Avoid leaky abstractions

When a class returns one of its internal collections, the recipient can mutate it. The class's invariants are now defended only by convention.

Defenses:

  • Return a read-only view (Object.freeze, Collections.unmodifiableList, persistent data structures).
  • Return a copy when the cost is acceptable.
  • Return an iterator that hides the underlying collection.

The same applies to mutable objects passed into a class: defensive copies prevent the caller from mutating state the class believes it owns.

Organization

Within a class, order the members so a reader can scan from general to specific:

  1. Public constants and types.
  2. Public constructor / factory.
  3. Public methods, ordered by the workflow a caller would follow.
  4. Private helpers, ordered to mirror the public methods that call them.
  5. Private state.

The goal is that a reader can stop at the public surface unless they choose to descend.

Inheritance and Composition

Inheritance is for "is-a"

A subclass is appropriate when the subclass is a kind of the superclass — every operation of the superclass is meaningful on the subclass, and substituting a subclass instance never breaks a caller (the Liskov Substitution Principle).

If the relationship is "uses-a" or "has-a," prefer composition. Holding a field of the relevant type leaves the design open to change; inheritance commits the subclass to every future change in the parent.

Inheritance has a tax

Inheritance creates the tightest coupling available between two pieces of code. Changes to the parent ripple to every subclass; changes in any subclass constrain the parent. The Pragmatic Programmer's phrase — the inheritance tax — captures the cost.

Modern designs lean heavily on composition (delegation, strategy objects, dependency injection) over inheritance. Inheritance remains useful for genuine type hierarchies and for languages where it is the idiomatic mechanism for polymorphism, but the default has shifted away from it.

Favor narrow interfaces over deep hierarchies

A small interface (one or two methods) implemented by many concrete types is easier to reason about than a deep hierarchy. Adding behavior is composition, not subclassing; adding a new variant is a new implementation, not a new layer.

Constructors

A constructor's job is to produce an object in a valid state. Two implications:

  • A constructor should refuse to construct an invalid instance — fail fast on invalid input rather than letting the caller observe a half-built object.
  • A constructor should not perform substantial work. Long-running construction (network calls, file I/O) makes objects expensive to create and difficult to test. Move the work behind a factory or a separate initialize() step that the caller invokes deliberately.

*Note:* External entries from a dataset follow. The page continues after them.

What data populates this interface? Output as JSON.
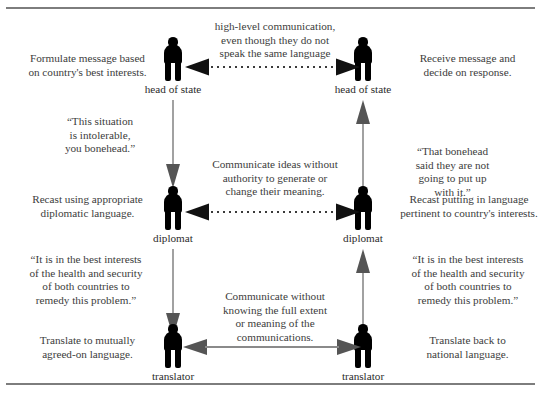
{
  "diagram": {
    "title_present": false,
    "frame": {
      "color": "#7d7d7d"
    },
    "levels": [
      {
        "id": "head-of-state",
        "role_label_left": "head of state",
        "role_label_right": "head of state",
        "center_text": "high-level communication,\neven though they do not\nspeak the same language",
        "left_text": "Formulate message based\non country's best interests.",
        "right_text": "Receive message and\ndecide on response.",
        "connector_style": "dotted",
        "connector_direction": "bidirectional"
      },
      {
        "id": "diplomat",
        "role_label_left": "diplomat",
        "role_label_right": "diplomat",
        "center_text": "Communicate ideas without\nauthority to generate or\nchange their meaning.",
        "left_text": "Recast using appropriate\ndiplomatic language.",
        "right_text": "Recast putting in language\npertinent to country's interests.",
        "connector_style": "dotted",
        "connector_direction": "bidirectional"
      },
      {
        "id": "translator",
        "role_label_left": "translator",
        "role_label_right": "translator",
        "center_text": "Communicate without\nknowing the full extent\nor meaning of the\ncommunications.",
        "left_text": "Translate to mutually\nagreed-on language.",
        "right_text": "Translate back to\nnational language.",
        "connector_style": "solid",
        "connector_direction": "bidirectional"
      }
    ],
    "quotes": [
      {
        "id": "quote-left-upper",
        "text": "“This situation\nis intolerable,\nyou bonehead.”"
      },
      {
        "id": "quote-right-upper",
        "text": "“That bonehead\nsaid they are not\ngoing to put up\nwith it.”"
      },
      {
        "id": "quote-left-lower",
        "text": "“It is in the best interests\nof the health and security\nof both countries to\nremedy this problem.”"
      },
      {
        "id": "quote-right-lower",
        "text": "“It is in the best interests\nof the health and security\nof both countries to\nremedy this problem.”"
      }
    ],
    "vertical_flows": [
      {
        "id": "left-flow-1",
        "direction": "down",
        "from": "head of state",
        "to": "diplomat"
      },
      {
        "id": "left-flow-2",
        "direction": "down",
        "from": "diplomat",
        "to": "translator"
      },
      {
        "id": "right-flow-1",
        "direction": "up",
        "from": "diplomat",
        "to": "head of state"
      },
      {
        "id": "right-flow-2",
        "direction": "up",
        "from": "translator",
        "to": "diplomat"
      }
    ],
    "figure_icon_name": "person-silhouette-icon"
  }
}
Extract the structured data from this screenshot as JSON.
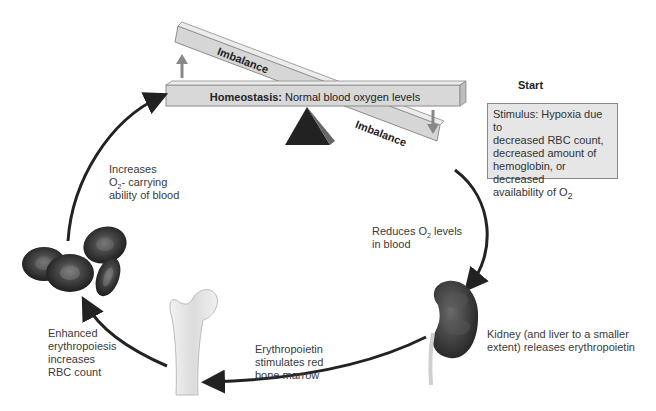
{
  "diagram": {
    "seesaw": {
      "homeostasis_bold": "Homeostasis:",
      "homeostasis_text": " Normal blood oxygen levels",
      "imbalance_top": "Imbalance",
      "imbalance_bottom": "Imbalance"
    },
    "start_label": "Start",
    "stimulus": {
      "line1": "Stimulus: Hypoxia due to",
      "line2": "decreased RBC count,",
      "line3": "decreased amount of",
      "line4": "hemoglobin, or decreased",
      "line5_prefix": "availability of O",
      "line5_sub": "2"
    },
    "steps": {
      "reduces": {
        "prefix": "Reduces O",
        "sub": "2",
        "suffix": " levels",
        "line2": "in blood"
      },
      "kidney": {
        "line1": "Kidney (and liver to a smaller",
        "line2": "extent) releases erythropoietin"
      },
      "epo": {
        "line1": "Erythropoietin",
        "line2": "stimulates red",
        "line3": "bone marrow"
      },
      "enhanced": {
        "line1": "Enhanced",
        "line2": "erythropoiesis",
        "line3": "increases",
        "line4": "RBC count"
      },
      "increases": {
        "line1": "Increases",
        "prefix": "O",
        "sub": "2",
        "suffix": "- carrying",
        "line3": "ability of blood"
      }
    },
    "colors": {
      "beam": "#d8d8d8",
      "beam_edge": "#999999",
      "fulcrum": "#222222",
      "arrow": "#222222",
      "rbc": "#3a3a3a",
      "stimulus_bg": "#e6e6e6"
    }
  }
}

For complex construction, prefer factory functions:

  • They can return cached instances or subclasses.
  • They have a name that documents the variant being created (Order.fromCart(), Order.fromInvoice()).
  • They can validate or look up dependencies before allocating.

Dependencies

A class's dependencies determine how easy it is to test and how brittle it is in the face of change. Two practices help:

  • Inject dependencies, do not create them. A class that calls new Database() inside itself is bound to that class forever; a class that takes a Database parameter accepts any compatible implementation, including a fake for tests.
  • Depend on abstractions, not concretions. A class that takes a Logger interface accepts any implementation; one that takes a specific FileLogger does not.

The full theory belongs to Design Principles; the practice begins at the class level.

Pre-Commit Checklist

  • Can the class be described in one sentence without conjunctions?
  • Do the class's methods all use most of its fields?
  • Does the class hide data and expose behavior, or is it explicitly a data structure?
  • Are returned collections protected against external mutation?
  • Are dependencies injected, not constructed internally?
  • Does the constructor produce a valid instance and avoid heavy work?
  • Is inheritance used only for genuine "is-a" relationships?